50 percent of nightly users said to have been using the system.
Despite considerable interest, Mozilla has discontinued Firefox 64-bit development and asked developers to stop working on it.
Mozilla engineering manager Benjamin Smedberg asked developers to halt nightly builds for Firefox versions optimized to run on 64-bit versions of Windows.
A developer thread posted by Smedberg on the Google Groups mozilla.dev.planning discussion board, which is titled "Turning off win64 builds", discussed ceasing development for the 64-bit builds of Firefox.
He claimed that 64-bit Firefox is a "constant source of misunderstanding and frustration," and stressed the builds often crash, as well as the fact that plugins are not available in 64-bit versions. Hangs are also apparently common because of a lack of coding, subsequently causing plugins to function incorrectly.
Smedberg argues that the aforementioned issues causes users to feel "second class," while crash reports between 32-bit and 64-bit versions are said to be difficult to distinguish between for the browser's stability team. Users, meanwhile, will still be able to run 32-bit Firefox on 64-bit Windows.
"Thank you to everyone who participated in this thread," he said. "Given the existing information, I have decided to proceed with disabling windows 64-bit nightly and hourly builds. Please let us consider this discussion closed unless there is critical new information which needs to be presented."
Following his message, the engineer then posted a thread titled "Disable windows 64 builds" on Bugzilla. He asked developers to "stop building windows [sic] 64 builds and tests."
One participant suggested that 50 percent of nightly testers were using the system, but Smedberg said it was "not the place to argue about this decision, which has already been made."
Source: tomsguide.com
Despite considerable interest, Mozilla has discontinued Firefox 64-bit development and asked developers to stop working on it.
Mozilla engineering manager Benjamin Smedberg asked developers to halt nightly builds for Firefox versions optimized to run on 64-bit versions of Windows.
A developer thread posted by Smedberg on the Google Groups mozilla.dev.planning discussion board, which is titled "Turning off win64 builds", discussed ceasing development for the 64-bit builds of Firefox.
He claimed that 64-bit Firefox is a "constant source of misunderstanding and frustration," and stressed the builds often crash, as well as the fact that plugins are not available in 64-bit versions. Hangs are also apparently common because of a lack of coding, subsequently causing plugins to function incorrectly.
Smedberg argues that the aforementioned issues causes users to feel "second class," while crash reports between 32-bit and 64-bit versions are said to be difficult to distinguish between for the browser's stability team. Users, meanwhile, will still be able to run 32-bit Firefox on 64-bit Windows.
"Thank you to everyone who participated in this thread," he said. "Given the existing information, I have decided to proceed with disabling windows 64-bit nightly and hourly builds. Please let us consider this discussion closed unless there is critical new information which needs to be presented."
Following his message, the engineer then posted a thread titled "Disable windows 64 builds" on Bugzilla. He asked developers to "stop building windows [sic] 64 builds and tests."
One participant suggested that 50 percent of nightly testers were using the system, but Smedberg said it was "not the place to argue about this decision, which has already been made."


**Your assignment**: The entire set of lines below should be copied exactly.

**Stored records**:

§

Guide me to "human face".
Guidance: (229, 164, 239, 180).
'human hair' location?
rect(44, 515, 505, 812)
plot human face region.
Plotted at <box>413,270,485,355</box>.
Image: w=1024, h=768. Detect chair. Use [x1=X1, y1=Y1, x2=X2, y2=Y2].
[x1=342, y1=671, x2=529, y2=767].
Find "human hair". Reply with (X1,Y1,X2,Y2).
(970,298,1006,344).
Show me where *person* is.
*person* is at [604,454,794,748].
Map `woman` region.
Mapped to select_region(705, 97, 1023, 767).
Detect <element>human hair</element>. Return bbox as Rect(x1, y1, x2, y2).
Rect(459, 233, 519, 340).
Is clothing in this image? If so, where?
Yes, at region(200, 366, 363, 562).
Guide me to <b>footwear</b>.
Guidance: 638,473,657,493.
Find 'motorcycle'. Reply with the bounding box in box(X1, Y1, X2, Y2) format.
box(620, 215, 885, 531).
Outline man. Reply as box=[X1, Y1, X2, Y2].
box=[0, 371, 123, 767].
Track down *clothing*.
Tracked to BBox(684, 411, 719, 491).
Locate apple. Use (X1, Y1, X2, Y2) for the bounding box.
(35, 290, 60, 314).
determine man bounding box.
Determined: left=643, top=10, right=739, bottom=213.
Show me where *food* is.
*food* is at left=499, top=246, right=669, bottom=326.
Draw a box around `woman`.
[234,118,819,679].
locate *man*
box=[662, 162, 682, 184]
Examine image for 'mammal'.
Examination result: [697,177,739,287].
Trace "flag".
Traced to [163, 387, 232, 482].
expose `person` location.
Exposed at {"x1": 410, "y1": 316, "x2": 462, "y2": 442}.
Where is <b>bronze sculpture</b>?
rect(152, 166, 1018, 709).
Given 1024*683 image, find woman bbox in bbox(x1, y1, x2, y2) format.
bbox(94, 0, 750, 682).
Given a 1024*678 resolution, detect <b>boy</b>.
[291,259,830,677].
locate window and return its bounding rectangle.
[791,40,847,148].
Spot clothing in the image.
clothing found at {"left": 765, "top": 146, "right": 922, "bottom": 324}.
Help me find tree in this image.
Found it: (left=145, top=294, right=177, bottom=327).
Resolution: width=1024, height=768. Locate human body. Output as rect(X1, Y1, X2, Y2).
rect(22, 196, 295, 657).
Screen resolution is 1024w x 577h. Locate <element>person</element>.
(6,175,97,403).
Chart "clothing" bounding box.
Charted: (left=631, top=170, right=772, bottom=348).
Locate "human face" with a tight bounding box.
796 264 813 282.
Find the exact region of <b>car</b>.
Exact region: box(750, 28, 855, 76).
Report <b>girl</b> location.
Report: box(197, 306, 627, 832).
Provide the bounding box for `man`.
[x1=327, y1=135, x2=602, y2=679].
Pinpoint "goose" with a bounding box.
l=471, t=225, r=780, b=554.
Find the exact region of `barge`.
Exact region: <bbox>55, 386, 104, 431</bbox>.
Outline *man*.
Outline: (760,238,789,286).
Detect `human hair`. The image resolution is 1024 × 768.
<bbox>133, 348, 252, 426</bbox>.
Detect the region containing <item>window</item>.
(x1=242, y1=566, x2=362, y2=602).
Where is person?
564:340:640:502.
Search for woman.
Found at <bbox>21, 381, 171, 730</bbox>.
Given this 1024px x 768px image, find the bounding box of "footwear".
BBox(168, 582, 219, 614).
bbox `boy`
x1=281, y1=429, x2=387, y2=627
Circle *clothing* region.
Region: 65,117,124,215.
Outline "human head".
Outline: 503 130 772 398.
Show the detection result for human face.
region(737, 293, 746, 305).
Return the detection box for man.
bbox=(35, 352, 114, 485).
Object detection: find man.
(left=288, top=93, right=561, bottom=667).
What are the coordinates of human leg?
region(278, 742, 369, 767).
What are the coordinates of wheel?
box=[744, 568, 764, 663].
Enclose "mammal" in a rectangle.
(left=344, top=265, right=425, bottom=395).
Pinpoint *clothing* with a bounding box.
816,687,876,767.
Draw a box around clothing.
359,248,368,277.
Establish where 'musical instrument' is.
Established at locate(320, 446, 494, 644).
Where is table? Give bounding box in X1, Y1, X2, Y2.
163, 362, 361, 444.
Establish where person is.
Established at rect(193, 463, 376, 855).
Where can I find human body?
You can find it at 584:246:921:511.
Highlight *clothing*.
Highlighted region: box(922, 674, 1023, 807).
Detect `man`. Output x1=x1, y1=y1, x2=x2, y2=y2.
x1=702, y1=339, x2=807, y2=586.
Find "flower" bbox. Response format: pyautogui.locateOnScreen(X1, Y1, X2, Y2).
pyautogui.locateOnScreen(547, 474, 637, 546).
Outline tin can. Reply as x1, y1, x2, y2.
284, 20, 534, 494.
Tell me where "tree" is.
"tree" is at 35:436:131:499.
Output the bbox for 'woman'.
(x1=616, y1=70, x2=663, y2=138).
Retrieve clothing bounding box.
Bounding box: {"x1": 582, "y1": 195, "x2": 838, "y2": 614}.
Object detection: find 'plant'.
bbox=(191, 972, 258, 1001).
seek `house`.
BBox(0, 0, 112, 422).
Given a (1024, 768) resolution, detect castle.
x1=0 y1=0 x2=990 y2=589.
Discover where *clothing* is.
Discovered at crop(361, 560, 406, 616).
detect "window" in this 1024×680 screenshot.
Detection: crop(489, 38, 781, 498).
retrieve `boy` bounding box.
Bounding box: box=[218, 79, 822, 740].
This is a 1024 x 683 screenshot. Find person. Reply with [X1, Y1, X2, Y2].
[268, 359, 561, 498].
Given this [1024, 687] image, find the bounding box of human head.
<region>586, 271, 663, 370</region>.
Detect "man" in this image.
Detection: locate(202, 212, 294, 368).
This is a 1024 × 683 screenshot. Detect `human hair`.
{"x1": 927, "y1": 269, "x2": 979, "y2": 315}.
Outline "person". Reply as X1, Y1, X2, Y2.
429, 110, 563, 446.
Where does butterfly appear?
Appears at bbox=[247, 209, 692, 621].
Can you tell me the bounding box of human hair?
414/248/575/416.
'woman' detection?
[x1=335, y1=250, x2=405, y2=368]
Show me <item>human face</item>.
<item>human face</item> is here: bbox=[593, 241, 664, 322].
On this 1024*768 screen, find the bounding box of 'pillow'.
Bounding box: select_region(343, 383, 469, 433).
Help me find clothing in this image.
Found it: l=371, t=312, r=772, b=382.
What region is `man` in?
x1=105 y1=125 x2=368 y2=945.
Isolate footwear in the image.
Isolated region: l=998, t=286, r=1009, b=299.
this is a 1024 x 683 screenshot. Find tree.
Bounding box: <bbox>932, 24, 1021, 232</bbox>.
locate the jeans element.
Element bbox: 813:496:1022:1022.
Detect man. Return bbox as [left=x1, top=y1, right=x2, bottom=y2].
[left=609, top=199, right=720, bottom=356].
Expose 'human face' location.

§

**Problem solution**:
Guide me to "human face".
Guidance: (229, 164, 239, 180).
'human hair' location?
rect(44, 515, 505, 812)
plot human face region.
Plotted at <box>413,270,485,355</box>.
Image: w=1024, h=768. Detect chair. Use [x1=X1, y1=Y1, x2=X2, y2=Y2].
[x1=342, y1=671, x2=529, y2=767].
Find "human hair". Reply with (X1,Y1,X2,Y2).
(970,298,1006,344).
Show me where *person* is.
*person* is at [604,454,794,748].
Map `woman` region.
Mapped to select_region(705, 97, 1023, 767).
Detect <element>human hair</element>. Return bbox as Rect(x1, y1, x2, y2).
Rect(459, 233, 519, 340).
Is clothing in this image? If so, where?
Yes, at region(200, 366, 363, 562).
Guide me to <b>footwear</b>.
Guidance: 638,473,657,493.
Find 'motorcycle'. Reply with the bounding box in box(X1, Y1, X2, Y2) format.
box(620, 215, 885, 531).
Outline man. Reply as box=[X1, Y1, X2, Y2].
box=[0, 371, 123, 767].
Track down *clothing*.
Tracked to BBox(684, 411, 719, 491).
Locate apple. Use (X1, Y1, X2, Y2) for the bounding box.
(35, 290, 60, 314).
determine man bounding box.
Determined: left=643, top=10, right=739, bottom=213.
Show me where *food* is.
*food* is at left=499, top=246, right=669, bottom=326.
Draw a box around `woman`.
[234,118,819,679].
locate *man*
box=[662, 162, 682, 184]
Examine image for 'mammal'.
Examination result: [697,177,739,287].
Trace "flag".
Traced to [163, 387, 232, 482].
expose `person` location.
Exposed at {"x1": 410, "y1": 316, "x2": 462, "y2": 442}.
Where is <b>bronze sculpture</b>?
rect(152, 166, 1018, 709).
Given 1024*683 image, find woman bbox in bbox(x1, y1, x2, y2) format.
bbox(94, 0, 750, 682).
Given a 1024*678 resolution, detect <b>boy</b>.
[291,259,830,677].
locate window and return its bounding rectangle.
[791,40,847,148].
Spot clothing in the image.
clothing found at {"left": 765, "top": 146, "right": 922, "bottom": 324}.
Help me find tree in this image.
Found it: (left=145, top=294, right=177, bottom=327).
Resolution: width=1024, height=768. Locate human body. Output as rect(X1, Y1, X2, Y2).
rect(22, 196, 295, 657).
Screen resolution is 1024w x 577h. Locate <element>person</element>.
(6,175,97,403).
Chart "clothing" bounding box.
Charted: (left=631, top=170, right=772, bottom=348).
Locate "human face" with a tight bounding box.
796 264 813 282.
Find the exact region of <b>car</b>.
Exact region: box(750, 28, 855, 76).
Report <b>girl</b> location.
Report: box(197, 306, 627, 832).
Provide the bounding box for `man`.
[x1=327, y1=135, x2=602, y2=679].
Pinpoint "goose" with a bounding box.
l=471, t=225, r=780, b=554.
Find the exact region of `barge`.
Exact region: <bbox>55, 386, 104, 431</bbox>.
Outline *man*.
Outline: (760,238,789,286).
Detect `human hair`. The image resolution is 1024 × 768.
<bbox>133, 348, 252, 426</bbox>.
Detect the region containing <item>window</item>.
(x1=242, y1=566, x2=362, y2=602).
Where is person?
564:340:640:502.
Search for woman.
Found at <bbox>21, 381, 171, 730</bbox>.
Given this 1024px x 768px image, find the bounding box of "footwear".
BBox(168, 582, 219, 614).
bbox `boy`
x1=281, y1=429, x2=387, y2=627
Circle *clothing* region.
Region: 65,117,124,215.
Outline "human head".
Outline: 503 130 772 398.
Show the detection result for human face.
region(737, 293, 746, 305).
Return the detection box for man.
bbox=(35, 352, 114, 485).
Object detection: find man.
(left=288, top=93, right=561, bottom=667).
What are the coordinates of human leg?
region(278, 742, 369, 767).
What are the coordinates of wheel?
box=[744, 568, 764, 663].
Enclose "mammal" in a rectangle.
(left=344, top=265, right=425, bottom=395).
Pinpoint *clothing* with a bounding box.
816,687,876,767.
Draw a box around clothing.
359,248,368,277.
Establish where 'musical instrument' is.
Established at locate(320, 446, 494, 644).
Where is table? Give bounding box in X1, Y1, X2, Y2.
163, 362, 361, 444.
Establish where person is.
Established at rect(193, 463, 376, 855).
Where can I find human body?
You can find it at 584:246:921:511.
Highlight *clothing*.
Highlighted region: box(922, 674, 1023, 807).
Detect `man`. Output x1=x1, y1=y1, x2=x2, y2=y2.
x1=702, y1=339, x2=807, y2=586.
Find "flower" bbox. Response format: pyautogui.locateOnScreen(X1, Y1, X2, Y2).
pyautogui.locateOnScreen(547, 474, 637, 546).
Outline tin can. Reply as x1, y1, x2, y2.
284, 20, 534, 494.
Tell me where "tree" is.
"tree" is at 35:436:131:499.
Output the bbox for 'woman'.
(x1=616, y1=70, x2=663, y2=138).
Retrieve clothing bounding box.
Bounding box: {"x1": 582, "y1": 195, "x2": 838, "y2": 614}.
Object detection: find 'plant'.
bbox=(191, 972, 258, 1001).
seek `house`.
BBox(0, 0, 112, 422).
Given a (1024, 768) resolution, detect castle.
x1=0 y1=0 x2=990 y2=589.
Discover where *clothing* is.
Discovered at crop(361, 560, 406, 616).
detect "window" in this 1024×680 screenshot.
Detection: crop(489, 38, 781, 498).
retrieve `boy` bounding box.
Bounding box: box=[218, 79, 822, 740].
This is a 1024 x 683 screenshot. Find person. Reply with [X1, Y1, X2, Y2].
[268, 359, 561, 498].
Given this [1024, 687] image, find the bounding box of human head.
<region>586, 271, 663, 370</region>.
Detect "man" in this image.
Detection: locate(202, 212, 294, 368).
This is a 1024 × 683 screenshot. Detect `human hair`.
{"x1": 927, "y1": 269, "x2": 979, "y2": 315}.
Outline "person". Reply as X1, Y1, X2, Y2.
429, 110, 563, 446.
Where does butterfly appear?
Appears at bbox=[247, 209, 692, 621].
Can you tell me the bounding box of human hair?
414/248/575/416.
'woman' detection?
[x1=335, y1=250, x2=405, y2=368]
Show me <item>human face</item>.
<item>human face</item> is here: bbox=[593, 241, 664, 322].
On this 1024*768 screen, find the bounding box of 'pillow'.
Bounding box: select_region(343, 383, 469, 433).
Help me find clothing in this image.
Found it: l=371, t=312, r=772, b=382.
What region is `man` in?
x1=105 y1=125 x2=368 y2=945.
Isolate footwear in the image.
Isolated region: l=998, t=286, r=1009, b=299.
this is a 1024 x 683 screenshot. Find tree.
Bounding box: <bbox>932, 24, 1021, 232</bbox>.
locate the jeans element.
Element bbox: 813:496:1022:1022.
Detect man. Return bbox as [left=x1, top=y1, right=x2, bottom=y2].
[left=609, top=199, right=720, bottom=356].
Expose 'human face' location.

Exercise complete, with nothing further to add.